A phased adoption plan
- Inventory agent egress. Identify destinations, protocols, credentials, and business owners for each production tool.
- Introduce observation first. Capture sanitized outbound traces to understand real behavior before enforcing a narrow policy.
- Define tool-level contracts. Document approved destinations and actions rather than granting general internet access.
- Apply default deny. Force a low-risk agent through the proxy and prove that direct egress fails.
- Add policy-as-code. Version destination rules, ownership, exceptions, and approval conditions in Git.
- Connect the audit plane. Send sanitized OpenTelemetry data to the organization’s observability and SIEM platforms.
- Test failure modes. Validate DNS bypass, IPv6, proxy outage, collector outage, policy rollback, and certificate rotation.
- Scale by platform product. Offer the boundary as a reusable golden-path capability rather than a custom design for every agent.
Conclusion
Enterprises should not have to trust that an AI agent will respect its network boundaries. Those boundaries should be enforced by the platform and evidenced through telemetry.

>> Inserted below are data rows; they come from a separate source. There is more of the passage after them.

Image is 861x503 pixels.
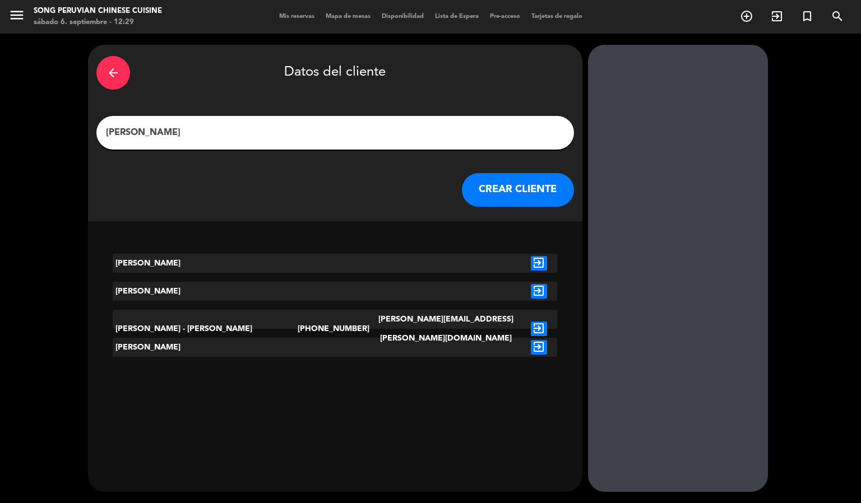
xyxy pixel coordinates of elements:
[105,125,566,141] input: Escriba nombre, correo electrónico o número de teléfono...
[34,17,162,28] div: sábado 6. septiembre - 12:29
[274,13,320,20] span: Mis reservas
[526,13,588,20] span: Tarjetas de regalo
[740,10,753,23] i: add_circle_outline
[113,282,298,301] div: [PERSON_NAME]
[298,310,372,348] div: [PHONE_NUMBER]
[429,13,484,20] span: Lista de Espera
[770,10,784,23] i: exit_to_app
[531,256,547,271] i: exit_to_app
[462,173,574,207] button: CREAR CLIENTE
[113,254,298,273] div: [PERSON_NAME]
[8,7,25,27] button: menu
[96,53,574,92] div: Datos del cliente
[320,13,376,20] span: Mapa de mesas
[531,284,547,299] i: exit_to_app
[800,10,814,23] i: turned_in_not
[8,7,25,24] i: menu
[484,13,526,20] span: Pre-acceso
[113,338,298,357] div: [PERSON_NAME]
[831,10,844,23] i: search
[376,13,429,20] span: Disponibilidad
[372,310,521,348] div: [PERSON_NAME][EMAIL_ADDRESS][PERSON_NAME][DOMAIN_NAME]
[34,6,162,17] div: Song Peruvian Chinese Cuisine
[531,340,547,355] i: exit_to_app
[531,322,547,336] i: exit_to_app
[106,66,120,80] i: arrow_back
[113,310,298,348] div: [PERSON_NAME] - [PERSON_NAME]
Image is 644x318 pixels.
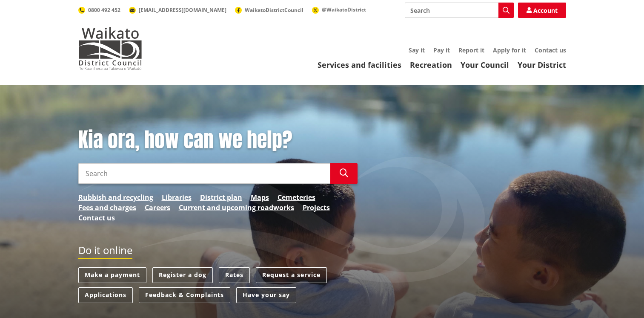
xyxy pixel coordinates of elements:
[493,46,526,54] a: Apply for it
[312,6,366,13] a: @WaikatoDistrict
[78,27,142,70] img: Waikato District Council - Te Kaunihera aa Takiwaa o Waikato
[410,60,452,70] a: Recreation
[78,287,133,303] a: Applications
[535,46,566,54] a: Contact us
[78,267,146,283] a: Make a payment
[152,267,213,283] a: Register a dog
[78,192,153,202] a: Rubbish and recycling
[458,46,484,54] a: Report it
[219,267,250,283] a: Rates
[162,192,192,202] a: Libraries
[517,60,566,70] a: Your District
[256,267,327,283] a: Request a service
[88,6,120,14] span: 0800 492 452
[405,3,514,18] input: Search input
[235,6,304,14] a: WaikatoDistrictCouncil
[277,192,316,202] a: Cemeteries
[236,287,296,303] a: Have your say
[409,46,425,54] a: Say it
[145,202,170,213] a: Careers
[139,6,227,14] span: [EMAIL_ADDRESS][DOMAIN_NAME]
[78,6,120,14] a: 0800 492 452
[245,6,304,14] span: WaikatoDistrictCouncil
[251,192,269,202] a: Maps
[318,60,402,70] a: Services and facilities
[303,202,330,213] a: Projects
[179,202,294,213] a: Current and upcoming roadworks
[78,128,358,153] h1: Kia ora, how can we help?
[139,287,230,303] a: Feedback & Complaints
[78,244,132,259] h2: Do it online
[518,3,566,18] a: Account
[433,46,450,54] a: Pay it
[461,60,509,70] a: Your Council
[129,6,227,14] a: [EMAIL_ADDRESS][DOMAIN_NAME]
[200,192,242,202] a: District plan
[78,213,115,223] a: Contact us
[78,163,330,183] input: Search input
[322,6,366,13] span: @WaikatoDistrict
[78,202,136,213] a: Fees and charges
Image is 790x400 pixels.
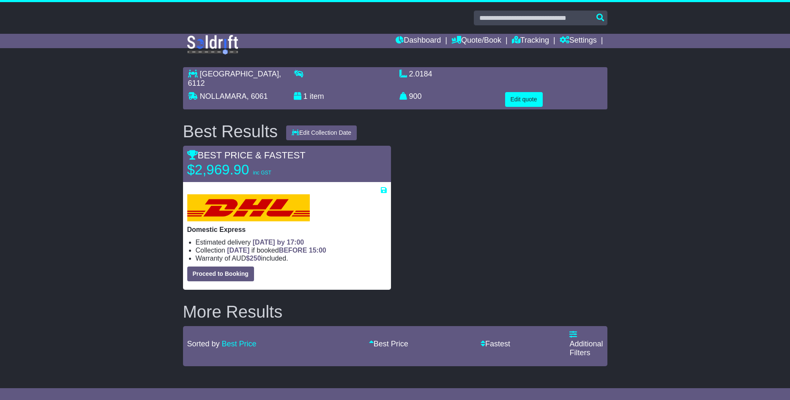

NGINX, Kubernetes, and OpenTelemetry show that the core pattern can be built from mature cloud-native components: default-deny connectivity, an application-aware egress proxy, and correlated traces. The exact implementation will vary, but the platform contract should remain consistent.
Every agent tool call should be attributable, policy-checked, observable, and reversible where the downstream system allows it. That is the difference between experimenting with autonomous software and operating it responsibly.